Sunak Scales Back UK’s Green ‘Net Zero’ Agenda over ‘Unacceptable’ Costs to Working Families

LONDON, ENGLAND - SEPTEMBER 20: UK Prime Minister Rishi Sunak talks while a holding press
Justin Tallis - WPA Pool/Getty Images

British Prime Minister Rishi Sunak announced that his Tory government will scale back some of the green agenda policies that have become a staple of the neo-liberal Conservative party, arguing that families should not be forced to endure “unacceptable costs” to meet Net Zero goals.

In a speech from Downing Street, Mr Sunak said on Wednesday evening that his government will push back the ban on the sale of new petrol and deisel cars from 2030 to 2050, as well as delaying a scheduled prohibition on gas and oil home boilers.

Taking on two pillars of the Great Reset green agenda, Sunak went on to announce that he has scrapped proposals to tax meat and air travel, in addition to abandoning plans to limit the number of people allowed in a car.

Branding the new guidelines a “new approach to Net Zero”, the PM said: “Reaching our targets does not need to come unnecessarily at the expense of people facing higher costs – and that’s why today we can ease the burden on working families.”

Despite the scaling back, Mr Sunak claimed that the intention is to see the UK reach net zero carbon emissions by the year 2050, saying: ““Why am I confident in saying that? Because over the last decade so far, we’ve massively over-delivered on every one of our carbon budgets, despite regular predictions we’d miss them.”

Ahead of the speech, Brexit’s Nigel Farage described the move as the “biggest u-turn on environmental and net-zero policies for the Conservative Party in three decades

The Brexiteer said that outraged environmentalists need to get a “sense of perspective” noting that the emissions produced by a single Chinese firm, Huaneng Power International, are reportedly nearly equivalent to the total output of the United Kingdom.

“We are, in terms of global CO2, nothing more than a minnow,” Farage said.

However, some members of the Conservative Party, including former Prime Minister Boris Johnson, criticised the move from Sunak.

In a statement provided to The Telegraph, Johnson said that the UK “cannot afford to falter now or in any way lose our ambition for this country.”

“This country leads on tackling climate change and in creating new green technology. The green Industrial Revolution is already generating huge numbers of high-quality jobs and helping to drive growth and level up our country.

The former PM, who despite his formerly self-professed libertarian leanings became a champion of the green agenda during his time in office, added that the backtrack would imperil businesses who have already made investments based upon the government’s plan.

Johnson was joined in criticising Sunak by the left-wing Labour Party, which is currently leading the Conservatives by some 20 points in the polls amid the economic calamity spurred by years of covid lockdowns and the energy crisis sparked by the war in Ukraine.

Labour’s Shadow Environment Secretary Steve Reed warned: “If we still allow petrol vehicles to be sold at that point we’re not going to hit our net zero targets for the 2030s.

“That means we’ll miss the net targets for 2050, by which we’re supposed to have a fully carbon-free economy. But worse than that we would deter the inward investment we need to really turbocharge that sector of the economy, which is where the big new jobs of the future will be.

“Britain could lead the world in this, but the Government’s decided to throw that out of the window, and it will actually cost British consumers more because it costs more to fill up a car with petrol than it would be to power with electricity. So everyone is a loser from what Rishi Sunak has announced.”

The Prime Minister rejected that his announcement amounted to “watering down” the green agenda, saying: “We are forecast and we have committed to reduce our carbon emissions by 2030 to 68 per cent. There is no other advanced economy in the world who comes close to that kind of commitment. That’s a commitment we’re sticking to.

“If someone thinks that what we’re doing is not ambitious enough, I don’t know what they’d say to every other country in the world.”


_Exercise_
Which lines in the listing below contain the word "seam"? Copy each one.

_Exercise data_

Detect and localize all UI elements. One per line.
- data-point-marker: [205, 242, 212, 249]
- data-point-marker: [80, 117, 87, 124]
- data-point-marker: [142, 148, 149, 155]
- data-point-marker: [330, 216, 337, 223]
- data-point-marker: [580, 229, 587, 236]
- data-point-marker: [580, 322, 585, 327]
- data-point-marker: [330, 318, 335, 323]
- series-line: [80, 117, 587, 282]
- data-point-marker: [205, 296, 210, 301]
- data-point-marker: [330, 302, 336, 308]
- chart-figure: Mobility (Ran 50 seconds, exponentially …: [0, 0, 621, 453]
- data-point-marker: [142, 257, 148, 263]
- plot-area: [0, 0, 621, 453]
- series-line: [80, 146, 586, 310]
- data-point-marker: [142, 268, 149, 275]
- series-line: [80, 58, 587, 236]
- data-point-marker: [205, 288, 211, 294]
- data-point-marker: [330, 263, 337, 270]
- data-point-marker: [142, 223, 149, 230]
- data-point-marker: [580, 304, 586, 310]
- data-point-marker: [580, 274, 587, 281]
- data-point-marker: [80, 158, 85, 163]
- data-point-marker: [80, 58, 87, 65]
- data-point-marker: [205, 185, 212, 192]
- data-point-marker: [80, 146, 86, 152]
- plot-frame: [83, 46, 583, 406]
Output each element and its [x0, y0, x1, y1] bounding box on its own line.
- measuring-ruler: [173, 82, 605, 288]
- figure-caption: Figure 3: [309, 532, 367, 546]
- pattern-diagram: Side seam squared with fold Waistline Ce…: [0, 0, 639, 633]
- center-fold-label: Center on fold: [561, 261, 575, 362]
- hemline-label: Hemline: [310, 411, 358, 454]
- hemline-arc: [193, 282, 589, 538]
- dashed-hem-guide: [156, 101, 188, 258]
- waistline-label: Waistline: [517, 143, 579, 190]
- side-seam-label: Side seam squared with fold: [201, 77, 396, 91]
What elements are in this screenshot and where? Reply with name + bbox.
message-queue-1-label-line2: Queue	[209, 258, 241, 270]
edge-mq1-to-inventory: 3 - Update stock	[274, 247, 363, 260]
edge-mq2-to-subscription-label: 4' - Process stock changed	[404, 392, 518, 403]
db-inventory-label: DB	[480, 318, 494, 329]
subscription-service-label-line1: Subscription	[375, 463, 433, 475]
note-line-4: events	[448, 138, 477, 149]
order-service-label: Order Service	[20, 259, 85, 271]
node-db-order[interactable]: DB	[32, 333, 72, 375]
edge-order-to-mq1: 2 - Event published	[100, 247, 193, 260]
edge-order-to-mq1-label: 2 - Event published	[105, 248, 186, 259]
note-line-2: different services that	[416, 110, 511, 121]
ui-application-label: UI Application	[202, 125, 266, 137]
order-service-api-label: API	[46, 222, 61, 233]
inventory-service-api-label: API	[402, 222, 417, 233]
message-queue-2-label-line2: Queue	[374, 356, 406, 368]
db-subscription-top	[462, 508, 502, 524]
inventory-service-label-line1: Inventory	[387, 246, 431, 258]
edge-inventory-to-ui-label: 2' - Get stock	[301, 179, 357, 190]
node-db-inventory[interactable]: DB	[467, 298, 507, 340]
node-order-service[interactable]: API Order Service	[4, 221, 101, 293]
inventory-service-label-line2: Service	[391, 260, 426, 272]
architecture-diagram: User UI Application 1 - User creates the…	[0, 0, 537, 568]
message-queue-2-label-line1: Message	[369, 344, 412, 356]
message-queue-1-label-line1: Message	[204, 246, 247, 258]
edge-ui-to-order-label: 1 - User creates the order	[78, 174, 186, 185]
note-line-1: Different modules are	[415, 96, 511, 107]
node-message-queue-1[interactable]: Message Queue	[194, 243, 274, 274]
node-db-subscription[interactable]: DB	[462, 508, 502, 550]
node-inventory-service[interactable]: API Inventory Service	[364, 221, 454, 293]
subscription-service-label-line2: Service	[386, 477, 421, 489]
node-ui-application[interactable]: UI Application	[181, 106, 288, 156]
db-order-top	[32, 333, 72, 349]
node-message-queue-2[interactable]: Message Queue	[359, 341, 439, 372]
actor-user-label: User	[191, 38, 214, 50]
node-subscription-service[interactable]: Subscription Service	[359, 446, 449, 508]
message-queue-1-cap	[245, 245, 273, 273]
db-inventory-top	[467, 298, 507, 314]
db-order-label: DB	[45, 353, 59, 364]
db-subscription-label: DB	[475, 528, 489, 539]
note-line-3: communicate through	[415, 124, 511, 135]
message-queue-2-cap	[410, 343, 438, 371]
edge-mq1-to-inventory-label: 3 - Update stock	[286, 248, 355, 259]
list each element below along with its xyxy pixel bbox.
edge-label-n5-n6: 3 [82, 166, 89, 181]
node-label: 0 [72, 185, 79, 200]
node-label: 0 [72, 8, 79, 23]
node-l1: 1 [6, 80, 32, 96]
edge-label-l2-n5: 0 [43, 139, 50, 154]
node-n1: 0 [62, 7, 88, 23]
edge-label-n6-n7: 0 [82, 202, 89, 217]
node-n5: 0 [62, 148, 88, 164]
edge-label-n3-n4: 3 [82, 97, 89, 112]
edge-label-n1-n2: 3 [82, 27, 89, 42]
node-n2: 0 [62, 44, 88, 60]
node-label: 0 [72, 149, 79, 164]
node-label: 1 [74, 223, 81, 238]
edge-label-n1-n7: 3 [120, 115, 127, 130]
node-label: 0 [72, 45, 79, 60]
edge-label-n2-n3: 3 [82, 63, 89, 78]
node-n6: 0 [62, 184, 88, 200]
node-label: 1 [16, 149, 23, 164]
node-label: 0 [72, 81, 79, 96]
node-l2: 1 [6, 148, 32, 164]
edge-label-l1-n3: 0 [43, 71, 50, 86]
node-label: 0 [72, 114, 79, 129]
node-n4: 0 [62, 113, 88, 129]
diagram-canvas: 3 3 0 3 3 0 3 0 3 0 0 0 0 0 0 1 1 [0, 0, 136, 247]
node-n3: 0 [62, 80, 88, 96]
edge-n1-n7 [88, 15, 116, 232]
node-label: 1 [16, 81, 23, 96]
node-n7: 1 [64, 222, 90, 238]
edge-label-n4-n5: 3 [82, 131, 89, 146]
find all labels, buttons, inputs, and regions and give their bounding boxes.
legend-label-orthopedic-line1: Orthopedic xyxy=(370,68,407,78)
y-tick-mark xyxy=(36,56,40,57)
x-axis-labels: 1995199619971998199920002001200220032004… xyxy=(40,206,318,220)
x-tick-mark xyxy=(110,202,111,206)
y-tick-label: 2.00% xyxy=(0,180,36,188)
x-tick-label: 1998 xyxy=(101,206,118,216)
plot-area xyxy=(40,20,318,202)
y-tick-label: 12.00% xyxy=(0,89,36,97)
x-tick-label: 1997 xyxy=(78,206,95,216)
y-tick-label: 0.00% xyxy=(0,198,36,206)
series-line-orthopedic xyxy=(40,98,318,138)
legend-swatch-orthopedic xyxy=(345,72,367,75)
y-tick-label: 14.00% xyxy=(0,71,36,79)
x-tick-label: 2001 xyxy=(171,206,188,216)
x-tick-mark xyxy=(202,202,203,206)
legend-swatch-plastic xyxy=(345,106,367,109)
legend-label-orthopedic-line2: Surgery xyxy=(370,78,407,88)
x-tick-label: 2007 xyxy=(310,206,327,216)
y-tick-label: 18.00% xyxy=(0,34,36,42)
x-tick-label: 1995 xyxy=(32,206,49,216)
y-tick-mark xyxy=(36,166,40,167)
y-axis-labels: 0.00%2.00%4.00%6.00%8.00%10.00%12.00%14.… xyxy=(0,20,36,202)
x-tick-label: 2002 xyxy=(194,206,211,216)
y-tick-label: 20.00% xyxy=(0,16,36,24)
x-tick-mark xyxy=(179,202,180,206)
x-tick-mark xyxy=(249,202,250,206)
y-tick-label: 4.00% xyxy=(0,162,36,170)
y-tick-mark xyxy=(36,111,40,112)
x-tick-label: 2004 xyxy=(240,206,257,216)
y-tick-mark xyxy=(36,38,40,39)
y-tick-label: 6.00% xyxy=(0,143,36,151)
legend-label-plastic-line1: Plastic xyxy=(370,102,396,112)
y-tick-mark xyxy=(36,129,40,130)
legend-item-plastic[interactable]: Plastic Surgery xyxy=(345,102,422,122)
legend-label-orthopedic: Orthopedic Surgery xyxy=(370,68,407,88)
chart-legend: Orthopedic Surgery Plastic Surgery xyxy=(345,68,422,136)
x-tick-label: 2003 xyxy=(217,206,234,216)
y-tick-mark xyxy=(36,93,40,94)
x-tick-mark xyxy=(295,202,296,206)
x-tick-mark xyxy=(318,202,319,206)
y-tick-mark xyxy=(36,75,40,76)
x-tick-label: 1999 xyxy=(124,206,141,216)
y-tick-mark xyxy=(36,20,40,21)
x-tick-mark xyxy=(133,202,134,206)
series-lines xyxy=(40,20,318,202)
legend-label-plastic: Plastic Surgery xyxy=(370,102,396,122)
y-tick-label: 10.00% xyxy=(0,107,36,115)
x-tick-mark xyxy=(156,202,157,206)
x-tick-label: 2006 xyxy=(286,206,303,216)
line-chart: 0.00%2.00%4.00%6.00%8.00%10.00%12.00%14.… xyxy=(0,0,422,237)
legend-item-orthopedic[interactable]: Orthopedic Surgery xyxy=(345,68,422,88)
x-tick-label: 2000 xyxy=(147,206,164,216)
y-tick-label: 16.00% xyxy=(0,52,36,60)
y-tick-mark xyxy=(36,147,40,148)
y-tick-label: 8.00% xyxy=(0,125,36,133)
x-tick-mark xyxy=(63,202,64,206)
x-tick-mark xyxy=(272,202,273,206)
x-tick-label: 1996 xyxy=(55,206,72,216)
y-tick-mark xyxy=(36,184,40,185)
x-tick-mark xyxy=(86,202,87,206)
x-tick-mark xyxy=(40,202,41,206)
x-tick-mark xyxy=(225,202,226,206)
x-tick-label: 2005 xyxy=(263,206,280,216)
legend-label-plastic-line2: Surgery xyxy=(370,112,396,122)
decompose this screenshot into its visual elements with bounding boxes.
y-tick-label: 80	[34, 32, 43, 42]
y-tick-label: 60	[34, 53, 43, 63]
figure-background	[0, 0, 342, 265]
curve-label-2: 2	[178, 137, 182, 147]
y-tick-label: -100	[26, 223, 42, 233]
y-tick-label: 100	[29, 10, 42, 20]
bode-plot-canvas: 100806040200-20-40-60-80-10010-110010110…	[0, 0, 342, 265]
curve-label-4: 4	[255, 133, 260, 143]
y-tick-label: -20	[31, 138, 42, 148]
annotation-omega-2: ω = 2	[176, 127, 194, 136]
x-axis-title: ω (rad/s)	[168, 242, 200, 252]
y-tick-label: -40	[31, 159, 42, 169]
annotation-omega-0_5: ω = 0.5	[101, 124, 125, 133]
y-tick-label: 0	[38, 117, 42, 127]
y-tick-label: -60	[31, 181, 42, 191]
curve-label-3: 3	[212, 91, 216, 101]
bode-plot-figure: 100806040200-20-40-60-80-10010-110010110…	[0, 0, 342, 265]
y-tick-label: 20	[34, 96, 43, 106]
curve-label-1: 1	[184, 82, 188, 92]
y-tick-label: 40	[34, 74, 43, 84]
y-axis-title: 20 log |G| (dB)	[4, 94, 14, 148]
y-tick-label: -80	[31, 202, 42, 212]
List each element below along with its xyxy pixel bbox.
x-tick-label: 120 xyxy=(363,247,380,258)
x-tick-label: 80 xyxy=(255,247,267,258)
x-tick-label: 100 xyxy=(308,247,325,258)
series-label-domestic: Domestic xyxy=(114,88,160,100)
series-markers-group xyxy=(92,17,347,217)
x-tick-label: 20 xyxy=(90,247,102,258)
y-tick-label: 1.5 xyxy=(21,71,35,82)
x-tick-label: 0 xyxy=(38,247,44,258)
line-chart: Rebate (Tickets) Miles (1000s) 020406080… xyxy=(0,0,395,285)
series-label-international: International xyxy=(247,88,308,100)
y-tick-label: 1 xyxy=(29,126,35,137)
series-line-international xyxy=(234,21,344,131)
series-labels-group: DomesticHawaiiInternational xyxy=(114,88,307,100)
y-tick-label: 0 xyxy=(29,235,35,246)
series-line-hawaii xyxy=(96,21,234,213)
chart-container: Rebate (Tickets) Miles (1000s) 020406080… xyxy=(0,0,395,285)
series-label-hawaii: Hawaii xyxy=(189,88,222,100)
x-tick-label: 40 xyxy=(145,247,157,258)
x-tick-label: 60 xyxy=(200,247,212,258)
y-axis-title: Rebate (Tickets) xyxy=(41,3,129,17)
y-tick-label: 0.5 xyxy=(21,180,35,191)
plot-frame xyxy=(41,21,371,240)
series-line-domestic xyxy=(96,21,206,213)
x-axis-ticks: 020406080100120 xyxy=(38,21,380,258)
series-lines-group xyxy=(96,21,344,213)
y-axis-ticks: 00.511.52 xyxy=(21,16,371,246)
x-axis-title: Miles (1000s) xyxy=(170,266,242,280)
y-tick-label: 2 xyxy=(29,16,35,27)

_Response to the task_
- pattern-diagram: Side seam squared with fold Waistline Ce…: [0, 0, 639, 633]
- side-seam-label: Side seam squared with fold: [201, 77, 396, 91]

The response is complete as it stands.